Description
Poetry. Translated from the Yiddish by Faith Jones, Jennifer Kronovet, and Samuel Solomon. Foreword by Edward Hirsch. "These remarkably vivid poems could be titled something like 'Sensation And How To Think It.' They are carefully made, but the poet allows herself a certain carelessness to say the unsayable. She is interested in violence and tenderness together, as our nervous systems seem to be. There are lovely Reznikoffian glimpses of Manhattan; there are the pleasures of the short poem—the poem passing but lingering. The poems are of their time in the best possible way: you want to be there then, too. Early in the 20th century, in New York, having learned Yiddish or some other language new to you, watching a new age by born as if that were natural." —Alice Notley
Author Bio
Celia (Tsilye) Dropkin, née Tsipporah Levine (1887-1956), was born in Babruysk in what is now Belarus. After attending Russian-language schools and teaching briefly in Warsaw, she went to Kiev in 1907. There she met the Hebrew writer Uri Nissan Gnessin and began to write poems in Russian, one of which Gnessin adapted into Hebrew and published without acknowledging its source. In 1912 she joined her husband in New York, where she continued to write in Russian but also began to publish Yiddish translations of her Russian poetry. Known primarily as a Yiddish poet, she was also a painter and wrote short stories and the novel Di tsvey gefiln (Two Feelings, translated here as DESIRES) in the 1930s. Her poetry has been both lauded and criticized for its sexual imagery and eroticism.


*WHAT TO PRODUCE*: Go through the records and report each line holding the string "Maple".

Dataset excerpts:
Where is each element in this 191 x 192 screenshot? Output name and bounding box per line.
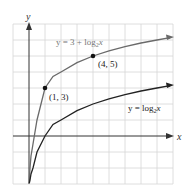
point-1-3-label: (1, 3) [49, 92, 69, 102]
upper-curve-label: y = 3 + log2x [56, 37, 103, 48]
point-1-3 [43, 86, 48, 91]
lower-curve-label: y = log2x [128, 103, 161, 114]
y-axis-label: y [25, 11, 31, 22]
point-4-5 [91, 54, 96, 59]
y-axis-arrow-icon [26, 22, 32, 30]
log-graph: x y (1, 3) (4, 5) y = 3 + log2x y = log2… [0, 0, 191, 192]
x-axis-label: x [176, 131, 182, 142]
point-4-5-label: (4, 5) [98, 59, 118, 69]
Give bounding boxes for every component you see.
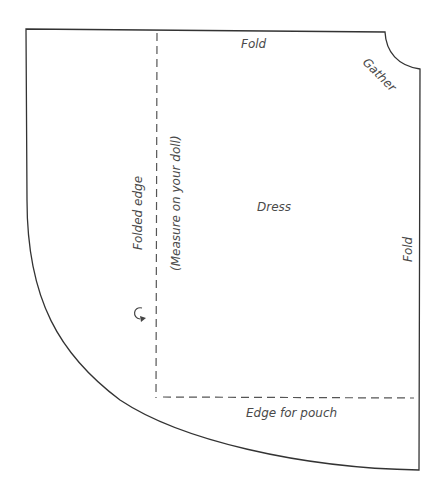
top-fold-label: Fold bbox=[241, 37, 267, 51]
measure-note-label: (Measure on your doll) bbox=[169, 135, 183, 271]
curved-arrow-icon bbox=[135, 308, 146, 322]
pattern-outline bbox=[26, 29, 420, 470]
folded-edge-label: Folded edge bbox=[131, 176, 145, 250]
gather-label: Gather bbox=[360, 55, 400, 95]
piece-name-label: Dress bbox=[257, 200, 291, 214]
folded-edge-dashed-line bbox=[156, 33, 157, 398]
right-fold-label: Fold bbox=[401, 236, 415, 262]
pouch-edge-dashed-line bbox=[163, 397, 414, 398]
pattern-diagram: Fold Gather Fold Folded edge (Measure on… bbox=[0, 0, 445, 491]
pouch-edge-label: Edge for pouch bbox=[246, 406, 337, 420]
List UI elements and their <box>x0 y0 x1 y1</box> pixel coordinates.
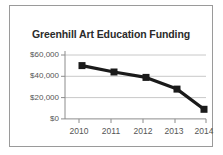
y-tick-label-40000: $40,000 <box>12 71 59 80</box>
data-point-2014 <box>201 106 208 113</box>
x-tick-label-2012: 2012 <box>127 126 159 136</box>
x-tick-label-2011: 2011 <box>95 126 127 136</box>
x-tick-label-2013: 2013 <box>158 126 190 136</box>
data-line-funding <box>82 66 204 110</box>
data-point-2010 <box>79 62 86 69</box>
x-tick-label-2014: 2014 <box>188 126 220 136</box>
data-point-2012 <box>143 74 150 81</box>
chart-container: Greenhill Art Education Funding $60,000 … <box>9 5 213 147</box>
data-point-2011 <box>111 69 118 76</box>
data-point-2013 <box>174 86 181 93</box>
y-tick-label-0: $0 <box>12 114 59 123</box>
y-tick-label-60000: $60,000 <box>12 50 59 59</box>
x-tick-label-2010: 2010 <box>63 126 95 136</box>
y-tick-label-20000: $20,000 <box>12 93 59 102</box>
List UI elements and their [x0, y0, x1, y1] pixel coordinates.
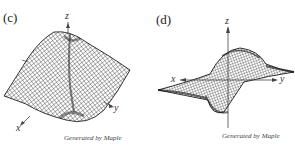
figure-caption: Generated by Maple	[222, 132, 280, 140]
figure-caption: Generated by Maple	[64, 134, 122, 142]
figure-c: (c) z x y Generated by Maple	[0, 0, 148, 146]
mesh-surface	[4, 32, 130, 122]
x-axis-label: x	[16, 122, 20, 133]
surface-plot-c	[0, 0, 148, 146]
x-arrow-icon	[180, 78, 186, 82]
y-axis-label: y	[280, 73, 284, 84]
z-arrow-icon	[66, 23, 70, 28]
y-arrow-icon	[272, 78, 278, 82]
x-axis-label: x	[171, 73, 175, 84]
z-axis-label: z	[225, 15, 229, 26]
y-axis-label: y	[114, 102, 118, 113]
figure-d: (d) z x y Generated by Maple	[148, 0, 295, 146]
z-axis-label: z	[65, 10, 69, 21]
z-arrow-icon	[226, 26, 230, 33]
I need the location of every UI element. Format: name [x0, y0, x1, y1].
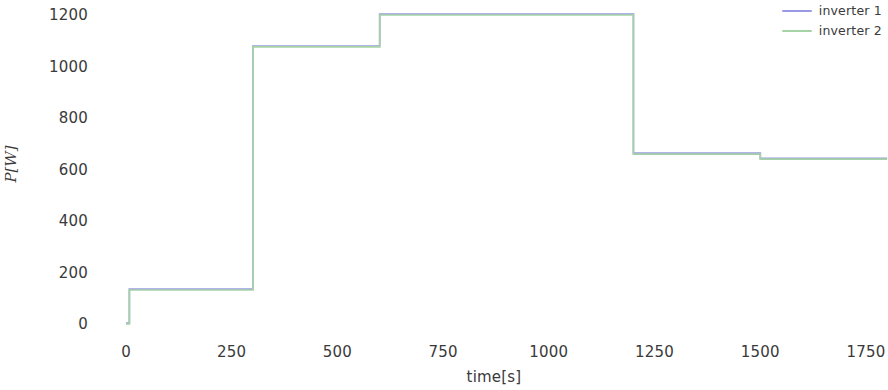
series-line-1	[126, 14, 887, 323]
x-tick-label: 0	[121, 343, 131, 361]
x-tick-label: 1000	[529, 343, 568, 361]
x-tick-label: 750	[429, 343, 458, 361]
series-canvas	[0, 0, 888, 340]
legend-label: inverter 2	[819, 23, 882, 38]
legend-line-swatch-icon	[782, 10, 812, 12]
legend: inverter 1inverter 2	[782, 4, 882, 37]
plot-area	[0, 0, 888, 340]
x-tick-label: 1500	[741, 343, 780, 361]
power-step-chart: P[W] 020040060080010001200 0250500750100…	[0, 0, 888, 390]
legend-item[interactable]: inverter 1	[782, 4, 882, 17]
x-tick-label: 250	[217, 343, 246, 361]
x-axis-label-text: time[s]	[467, 368, 522, 386]
x-tick-label: 500	[323, 343, 352, 361]
legend-line-swatch-icon	[782, 30, 812, 32]
x-tick-label: 1250	[635, 343, 674, 361]
x-tick-label: 1750	[847, 343, 886, 361]
x-axis-tick-labels: 02505007501000125015001750	[0, 343, 888, 365]
x-axis-label: time[s]	[0, 368, 888, 386]
legend-item[interactable]: inverter 2	[782, 24, 882, 37]
legend-label: inverter 1	[819, 3, 882, 18]
series-line-2	[126, 15, 887, 324]
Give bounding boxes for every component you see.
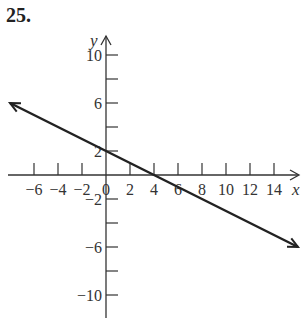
y-tick-label: −6 xyxy=(85,239,102,256)
x-tick-label: −6 xyxy=(25,181,42,198)
x-tick-label: 2 xyxy=(126,181,134,198)
line-graph: −6−4−202468101214−10−6−22610xy xyxy=(0,0,303,318)
y-tick-label: 6 xyxy=(94,95,102,112)
x-tick-label: 4 xyxy=(150,181,158,198)
x-tick-label: 12 xyxy=(242,181,258,198)
x-axis-label: x xyxy=(291,180,300,199)
y-tick-label: −10 xyxy=(77,287,102,304)
x-tick-label: 0 xyxy=(102,181,110,198)
x-tick-label: 10 xyxy=(218,181,234,198)
x-tick-label: 8 xyxy=(198,181,206,198)
x-tick-label: −4 xyxy=(49,181,66,198)
x-tick-label: 14 xyxy=(266,181,282,198)
y-tick-label: −2 xyxy=(85,191,102,208)
y-axis-label: y xyxy=(88,31,98,50)
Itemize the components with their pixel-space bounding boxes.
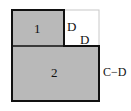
notch-width-label: D [80, 33, 89, 46]
region-1-label: 1 [34, 22, 41, 35]
region-2-side-label: C−D [103, 66, 126, 79]
area-diagram [0, 0, 131, 111]
region-2-label: 2 [51, 66, 58, 79]
notch-height-label: D [67, 20, 76, 33]
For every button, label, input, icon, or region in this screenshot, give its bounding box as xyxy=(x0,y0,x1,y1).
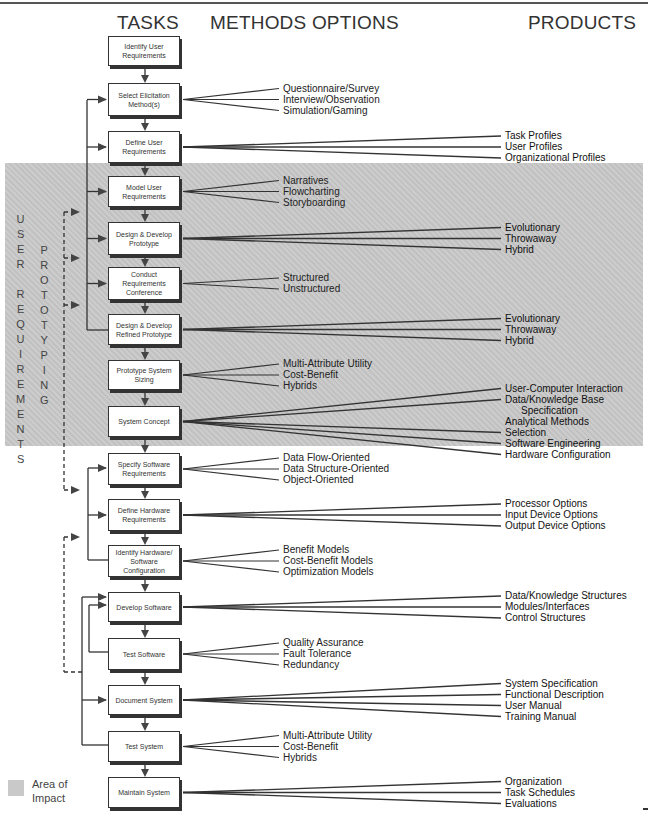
task-box: Define User Requirements xyxy=(108,131,180,163)
method-option: Hybrids xyxy=(283,752,317,764)
product-item: Organizational Profiles xyxy=(505,152,606,164)
task-box: Conduct Requirements Conference xyxy=(108,267,180,300)
method-option: Redundancy xyxy=(283,659,339,671)
method-option: Storyboarding xyxy=(283,197,345,209)
task-box: System Concept xyxy=(108,406,180,437)
product-item: Hardware Configuration xyxy=(505,449,611,461)
method-option: Hybrids xyxy=(283,380,317,392)
task-box: Develop Software xyxy=(108,592,180,622)
product-item: Control Structures xyxy=(505,612,586,624)
method-option: Object-Oriented xyxy=(283,474,354,486)
method-option: Optimization Models xyxy=(283,566,374,578)
product-item: Hybrid xyxy=(505,335,534,347)
task-box: Model User Requirements xyxy=(108,176,180,207)
task-box: Test System xyxy=(108,731,180,762)
task-box: Document System xyxy=(108,685,180,715)
product-item: Output Device Options xyxy=(505,520,606,532)
legend-label: Area of Impact xyxy=(32,777,67,805)
task-box: Define Hardware Requirements xyxy=(108,499,180,531)
task-box: Design & Develop Refined Prototype xyxy=(108,314,180,345)
product-item: Hybrid xyxy=(505,244,534,256)
product-item: Evaluations xyxy=(505,798,557,810)
method-option: Simulation/Gaming xyxy=(283,105,367,117)
task-box: Specify Software Requirements xyxy=(108,453,180,485)
task-box: Test Software xyxy=(108,638,180,670)
method-option: Unstructured xyxy=(283,283,340,295)
task-box: Identify User Requirements xyxy=(108,36,180,66)
legend-swatch xyxy=(8,780,24,796)
task-box: Identify Hardware/ Software Configuratio… xyxy=(108,545,180,577)
task-box: Prototype System Sizing xyxy=(108,360,180,390)
task-box: Maintain System xyxy=(108,777,180,808)
product-item: Training Manual xyxy=(505,711,576,723)
task-box: Design & Develop Prototype xyxy=(108,222,180,255)
task-box: Select Elicitation Method(s) xyxy=(108,83,180,116)
end-mark xyxy=(643,808,648,810)
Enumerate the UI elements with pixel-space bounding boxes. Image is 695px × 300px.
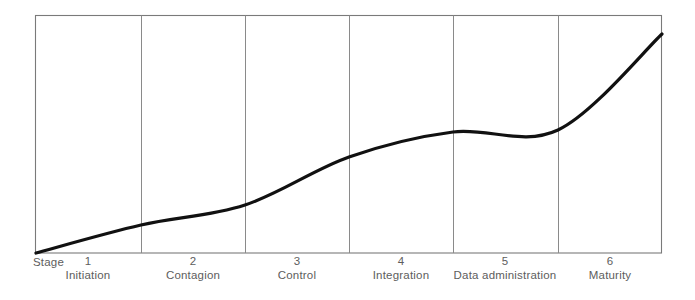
stage-growth-chart: Stage 1 Initiation 2 Contagion 3 Control…: [0, 0, 695, 300]
chart-canvas: [0, 0, 695, 300]
plot-frame: [36, 16, 662, 254]
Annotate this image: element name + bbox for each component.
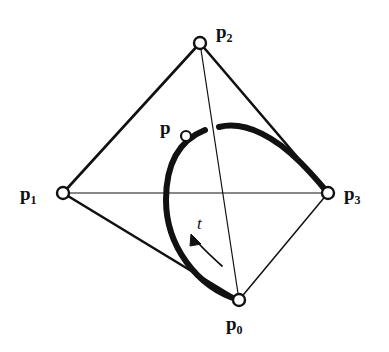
label-p0-subscript: 0 <box>237 323 243 337</box>
label-p-base: p <box>160 117 171 138</box>
edge-p1-p2 <box>63 43 200 193</box>
marker-p <box>181 131 191 141</box>
label-p0: p0 <box>226 314 243 336</box>
label-p1-subscript: 1 <box>31 193 37 207</box>
label-parameter-t: t <box>197 215 202 232</box>
label-p: p <box>160 118 171 137</box>
marker-p2 <box>194 37 206 49</box>
label-p0-base: p <box>226 313 237 334</box>
marker-p0 <box>233 294 245 306</box>
curve-segment-left <box>166 130 239 300</box>
diagram-canvas <box>0 0 389 352</box>
curve-segment-right <box>219 126 328 193</box>
bezier-curve-diagram: p0 p1 p2 p3 p t <box>0 0 389 352</box>
label-p2: p2 <box>216 22 233 44</box>
label-p3-base: p <box>344 183 355 204</box>
label-p2-subscript: 2 <box>227 31 233 45</box>
marker-p1 <box>57 187 69 199</box>
label-p1: p1 <box>20 184 37 206</box>
label-p3-subscript: 3 <box>355 193 361 207</box>
point-markers <box>57 37 334 306</box>
label-p1-base: p <box>20 183 31 204</box>
edge-p0-p3 <box>239 193 328 300</box>
edge-p1-p0 <box>63 193 239 300</box>
arrow-head-icon <box>190 234 201 246</box>
marker-p3 <box>322 187 334 199</box>
parameter-direction-arrow <box>190 234 222 266</box>
control-polygon <box>63 43 328 300</box>
label-p2-base: p <box>216 21 227 42</box>
bezier-curve <box>166 126 328 300</box>
label-p3: p3 <box>344 184 361 206</box>
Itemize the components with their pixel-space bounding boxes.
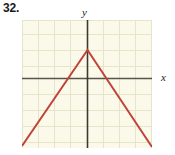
exercise-figure: 32. — [0, 0, 175, 155]
y-axis — [84, 20, 91, 148]
x-axis-label: x — [161, 72, 166, 83]
y-axis-label: y — [82, 7, 87, 18]
exercise-number: 32. — [3, 2, 19, 14]
graph-canvas — [22, 20, 152, 148]
plot-area — [22, 20, 152, 148]
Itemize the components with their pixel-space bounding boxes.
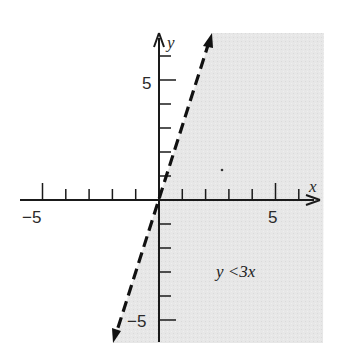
y-axis-label: y	[165, 33, 175, 52]
inequality-graph: −5 5 5 −5 x y y <3x	[0, 0, 338, 360]
y-tick-label-5: 5	[142, 74, 151, 93]
x-tick-label-5: 5	[268, 208, 277, 227]
boundary-arrow-top-icon	[203, 33, 213, 48]
x-tick-label-neg5: −5	[22, 208, 41, 227]
y-tick-label-neg5: −5	[127, 312, 146, 331]
inequality-label: y <3x	[214, 262, 256, 281]
x-axis-label: x	[308, 177, 317, 196]
speck-dot	[221, 169, 224, 172]
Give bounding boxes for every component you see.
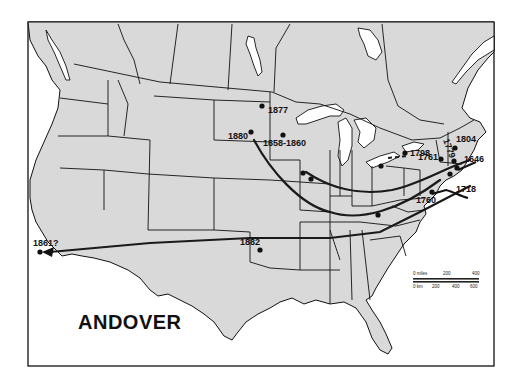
settlement-dot [308, 176, 313, 181]
settlement-year-label: 1718 [456, 184, 476, 194]
settlement-dot [438, 156, 443, 161]
settlement-year-label: 1877 [268, 105, 288, 115]
settlement-dot [452, 145, 457, 150]
settlement-dot [429, 189, 434, 194]
scale-miles-label: 0 miles [413, 271, 428, 276]
settlement-dot [375, 212, 380, 217]
settlement-dot [248, 129, 253, 134]
scale-km-label: 0 km [413, 284, 423, 289]
settlement-dot [257, 247, 262, 252]
settlement-dot [37, 249, 42, 254]
scale-km-600: 600 [470, 284, 478, 289]
settlement-year-label: 1646 [464, 154, 484, 164]
settlement-year-label: 1804 [456, 134, 476, 144]
settlement-year-label: 1880 [228, 131, 248, 141]
settlement-year-label: 1760 [416, 195, 436, 205]
migration-map: 187718801858-186017611779180416461798171… [0, 0, 517, 389]
scale-miles-200: 200 [443, 271, 451, 276]
settlement-dot [454, 165, 459, 170]
settlement-dot [378, 163, 383, 168]
settlement-dot [451, 158, 456, 163]
scale-km-200: 200 [432, 284, 440, 289]
settlement-year-label: 1861? [33, 238, 59, 248]
scale-km-400: 400 [452, 284, 460, 289]
settlement-dot [280, 132, 285, 137]
settlement-dot [447, 171, 452, 176]
settlement-dot [259, 103, 264, 108]
scale-miles-400: 400 [472, 271, 480, 276]
settlement-year-label: 1798 [410, 148, 430, 158]
settlement-dot [300, 170, 305, 175]
settlement-year-label: 1882 [240, 237, 260, 247]
settlement-year-label: 1858-1860 [263, 138, 306, 148]
map-title: ANDOVER [78, 311, 182, 333]
settlement-dot [402, 150, 407, 155]
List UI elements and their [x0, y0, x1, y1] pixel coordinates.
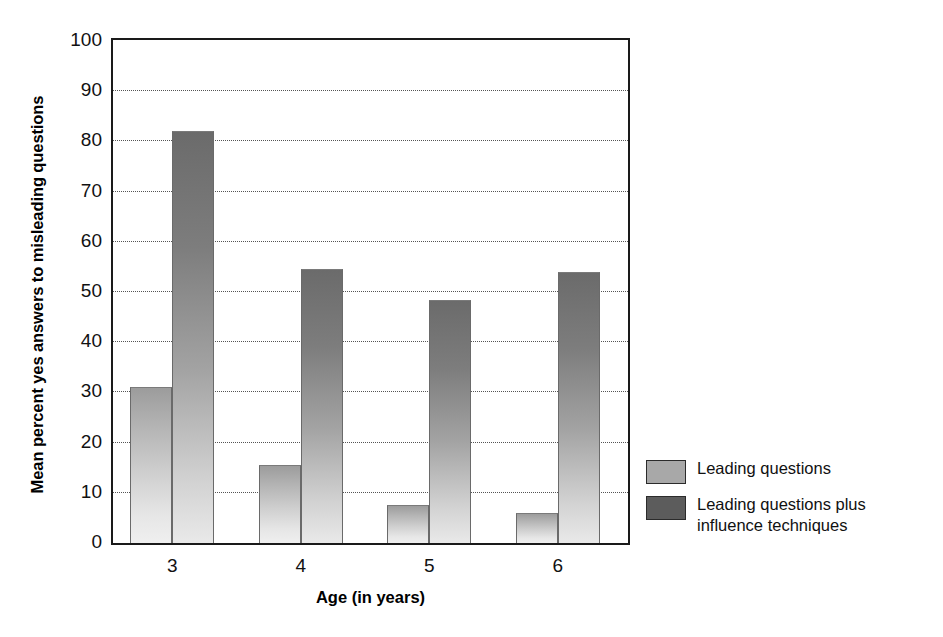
bar-6-series2 [558, 272, 600, 543]
bar-4-series2 [301, 269, 343, 543]
x-tick-label-5: 5 [399, 555, 459, 577]
y-tick-label: 40 [42, 330, 102, 352]
y-tick-label: 80 [42, 129, 102, 151]
bar-5-series2 [429, 300, 471, 543]
x-tick-label-3: 3 [142, 555, 202, 577]
legend-swatch-icon [646, 460, 686, 484]
x-axis-title: Age (in years) [111, 588, 630, 607]
y-tick-label: 90 [42, 79, 102, 101]
legend-swatch-icon [646, 496, 686, 520]
legend-label: Leading questions plus influence techniq… [697, 494, 936, 536]
legend-item: Leading questions plus influence techniq… [646, 494, 936, 536]
bar-3-series1 [130, 387, 172, 543]
bar-6-series1 [516, 513, 558, 543]
legend-item: Leading questions [646, 458, 936, 484]
x-tick-label-4: 4 [271, 555, 331, 577]
legend-label: Leading questions [697, 458, 831, 479]
y-tick-label: 50 [42, 280, 102, 302]
x-tick-label-6: 6 [528, 555, 588, 577]
y-tick-label: 0 [42, 531, 102, 553]
plot-inner: 01020304050607080901003456 [113, 40, 628, 543]
y-tick-label: 100 [42, 29, 102, 51]
gridline [113, 90, 628, 91]
plot-area: 01020304050607080901003456 [111, 38, 630, 545]
chart-legend: Leading questionsLeading questions plus … [646, 458, 936, 546]
y-tick-label: 70 [42, 180, 102, 202]
y-tick-label: 20 [42, 431, 102, 453]
y-tick-label: 60 [42, 230, 102, 252]
bar-4-series1 [259, 465, 301, 543]
bar-chart-figure: Mean percent yes answers to misleading q… [0, 0, 943, 637]
bar-5-series1 [387, 505, 429, 543]
y-tick-label: 10 [42, 481, 102, 503]
bar-3-series2 [172, 131, 214, 543]
y-tick-label: 30 [42, 380, 102, 402]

*REPLY*:
figure-caption: Generated by Maple	[222, 132, 280, 140]
figure-caption: Generated by Maple	[64, 134, 122, 142]
figure-c: (c) z x y Generated by Maple	[0, 0, 148, 146]
figure-d: (d) z x y Generated by Maple	[148, 0, 295, 146]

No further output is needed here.